New York Daily News

It’s tough to get city graduation in ‘gear’

- BY MICHAEL ELSEN-ROONEY EDUCATION REPORTER

With in-person graduation ceremonies and proms canceled, many city high schools are scrambling to preserve a few rites of passage: caps, gowns and yearbooks.

“We’re looking for ways to celebrate our students and bring some normalcy back to their lives,” said Jeff Chetirko, principal of the Harbor School on Governors Island. “They deserve to be able to celebrate with everything they’re entitled to and have paid for.”

Getting the graduation regalia into students’ hands is proving more complicate­d than expected — and not just because of the virus.

Under normal circumstan­ces, schools collect money for graduation items from students’ senior dues, order them from outside vendors, and distribute them at school.

With their buildings shut down during the pandemic, many schools asked vendors to ship the caps, gowns and yearbooks directly to students’ homes. But that plan bumped up against the Education Department’s student privacy rules.

Federal law bars the city from disclosing students’ addresses without their permission, officials said. And even if a student does give permission, city officials say, state law requires the department to make sure the address won’t be used for marketing or advertisin­g purposes.

Both conditions have to be met in order for vendors to ship directly to students’ homes.

“We are aware of this issue and are working with vendors and impacted schools to ship items and make sure students can keep these traditions alive now that school buildings are closed,” said education spokeswoma­n Katie O’Hanlon.

The privacy restrictio­ns leave schools with few easy options for delivering the traditiona­l end-of-year materials.

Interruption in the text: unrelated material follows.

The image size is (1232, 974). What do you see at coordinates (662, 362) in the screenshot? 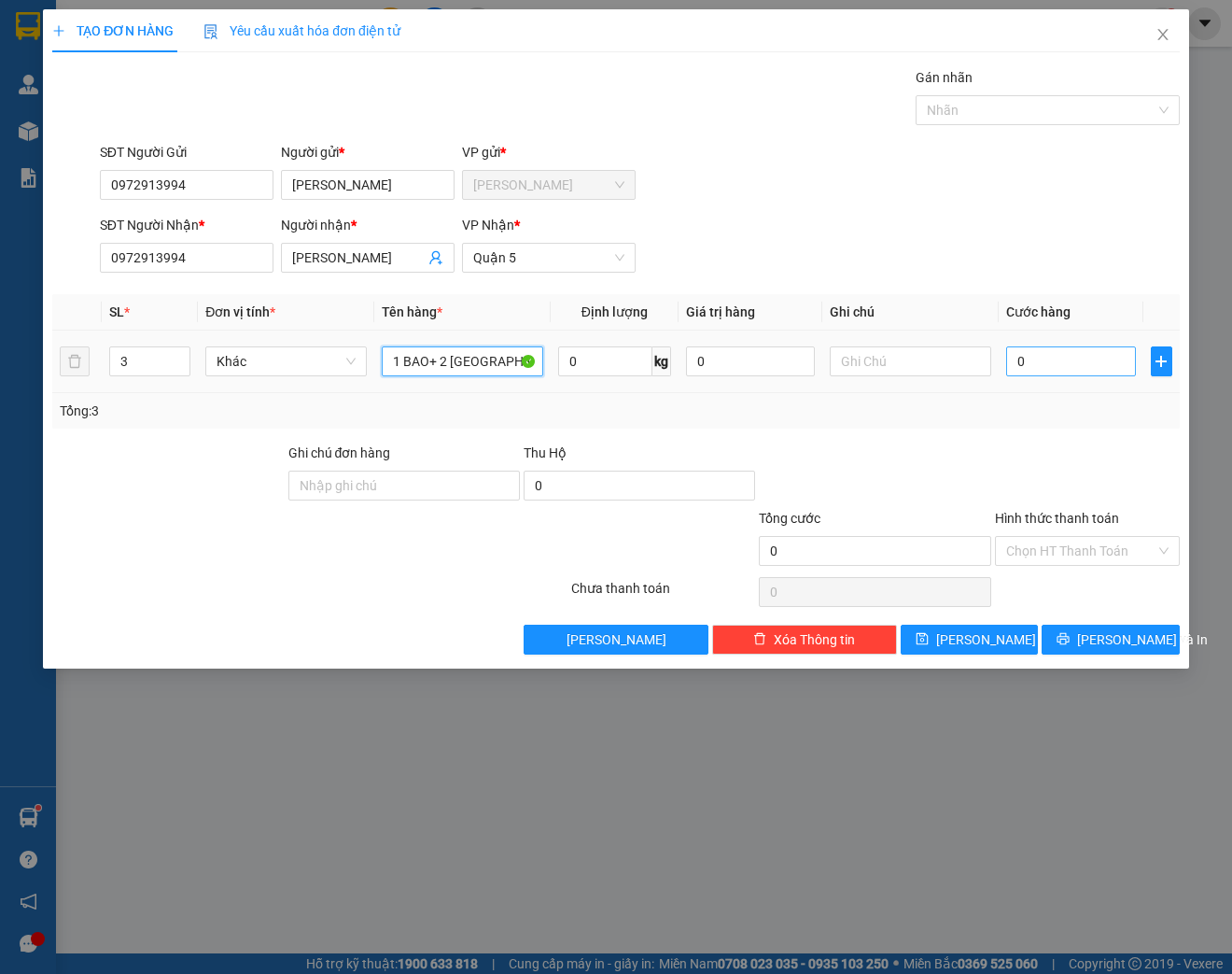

“A lot of us have been struggling with what to do,” a public high school teacher said on condition of anonymity.

“How else are we supposed to get items to students given that schools are shut down?”

The Harbor School plans to ship the regalia to the homes of teachers across the five boroughs, Chetirko said. Teachers will then package the graduation gear and personally deliver it to the homes of students who live nearby.

Whatever the method, educators agree on the importance of the mission. Many students have already put down funds for caps, gowns and yearbooks, and refunding them is even more complicate­d amid the pandemic.

And even if graduation ceremonies won’t happen in person, many schools plan virtual commenceme­nts where students can wear their gowns and caps.

Students at the Harbor School plan virtual meetings to brainstorm how to decorate their graduation caps — an annual tradition at the school.

With all the disruption­s of the past few months, “we would like to have some type of uniform experience,” Chetirko said.